To have and to hold • 7 August 2007

This will be the last post in the sacrum cycle. Things are getting dangerous around here and I’m putting the lid on it before the enlightenment police and their awakening-is-for-hippies sidekicks find us out.

Meantime… I’m toying with the idea of a small interview project with very long-term practitioners. I’d like to ask them to talk about the specific injuries or other pain they’ve experienced as advanced practitoners, the healing or change this brought, and the way such experiences over time have shaped their relationships with the practice.

It would be asking a lot. These can be seen as intimate questions. Writing this out, I realized that I had more to say than expected… and yet that the topic in my case is not terribly complex or elusive. Injury is worth de-mystifying, and de-mythifying, even if ultimately it’s beneficial to treat it philosophically as well.

Sometimes it’s easier not to put these things into words, and to let them go when they conclude as if they happened to another body. But insofar as the practice is the teacher, pain and injury are one mechanism of learning. So, asking a few insightful old-timers to mark off some of their experience in words might help others, and add to an understanding of how this system can work. *If anyone reading would benefit from a project like this, your feedback is very welcome.

I imagine that the way pain and injury shape your relationship to practice depends heavily on your personality and the nature of the injury, so not every old-timer’s experience would resonate with every student.

I don’t know. With my modest experience, I can say that astanga practice has been often different in the presence of pain. For the past months, it’s been about inner “research” both physical and psycho-emotional, rather than the ecstatic, touching-the-infinite experiences that made me an addict. Pain has a way of taking up my attention, and I think that it’s a good idea to allow it do just that when it’s here.

Over time, this has changed my relationship to the practice more than I can say. I don’t think it’s made me more committed, but revealed that the habit was already set at the level of taken- for- grantedness and I’m as likely to quit this morning ritual as I am to give up brushing my teeth.

That said, when the tapas are low, practice puts me less “in touch with how I’ve been treating myself” lately (in Joel Kramer’s words). Practice becomes more a refuge than an inspiration to live the rest of the day at the ashtanga standard of clarity and openness.

I’m fine with it being a refuge for a while. For months, even doing third series, I’ve experienced this as a restorative practice. I’m not sure how to explain this, but here is a comparison. My partner has done some uncharacteristic “looking out for me” this summer: learning to receive a bit of nurturing from both sources has been interesting and good. And not easy.

Most of the time, practice teaches me that life is easy. This is what I love in the astanga disposition—lightness without flightiness, quietude without clenching, sincerity without seriousness—and I’ve been lucky to find teachers who don’t need to be either disciplinarians or care-takers. Thank god. But lately practice has shown me that life is difficult sometimes, and this doesn’t make me want to break up with astanga.

Struggle was here. It tapers off. The relationship goes on.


> _Assigned task_
Reproduce the data exactly.

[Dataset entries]
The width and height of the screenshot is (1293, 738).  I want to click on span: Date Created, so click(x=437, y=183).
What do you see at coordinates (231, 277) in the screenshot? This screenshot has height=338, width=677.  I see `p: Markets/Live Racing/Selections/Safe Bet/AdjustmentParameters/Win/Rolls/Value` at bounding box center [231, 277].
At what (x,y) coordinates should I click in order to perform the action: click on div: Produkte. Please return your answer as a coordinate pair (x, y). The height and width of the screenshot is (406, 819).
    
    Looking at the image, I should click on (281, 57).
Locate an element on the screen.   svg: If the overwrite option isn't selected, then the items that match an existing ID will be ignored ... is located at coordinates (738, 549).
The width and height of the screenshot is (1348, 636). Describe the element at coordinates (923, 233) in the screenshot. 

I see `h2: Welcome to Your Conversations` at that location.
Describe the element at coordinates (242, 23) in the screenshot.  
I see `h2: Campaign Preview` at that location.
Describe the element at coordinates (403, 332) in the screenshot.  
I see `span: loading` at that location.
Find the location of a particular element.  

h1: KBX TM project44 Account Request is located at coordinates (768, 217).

> _Your response_
The width and height of the screenshot is (1293, 738).  I want to click on span: Date Created, so click(x=437, y=183).
What do you see at coordinates (231, 277) in the screenshot? This screenshot has height=338, width=677.  I see `p: Markets/Live Racing/Selections/Safe Bet/AdjustmentParameters/Win/Rolls/Value` at bounding box center [231, 277].
At what (x,y) coordinates should I click in order to perform the action: click on div: Produkte. Please return your answer as a coordinate pair (x, y). The height and width of the screenshot is (406, 819).
    
    Looking at the image, I should click on (281, 57).
Locate an element on the screen.   svg: If the overwrite option isn't selected, then the items that match an existing ID will be ignored ... is located at coordinates (738, 549).
The width and height of the screenshot is (1348, 636). Describe the element at coordinates (923, 233) in the screenshot. 

I see `h2: Welcome to Your Conversations` at that location.
Describe the element at coordinates (242, 23) in the screenshot.  
I see `h2: Campaign Preview` at that location.
Describe the element at coordinates (403, 332) in the screenshot.  
I see `span: loading` at that location.
Find the location of a particular element.  

h1: KBX TM project44 Account Request is located at coordinates (768, 217).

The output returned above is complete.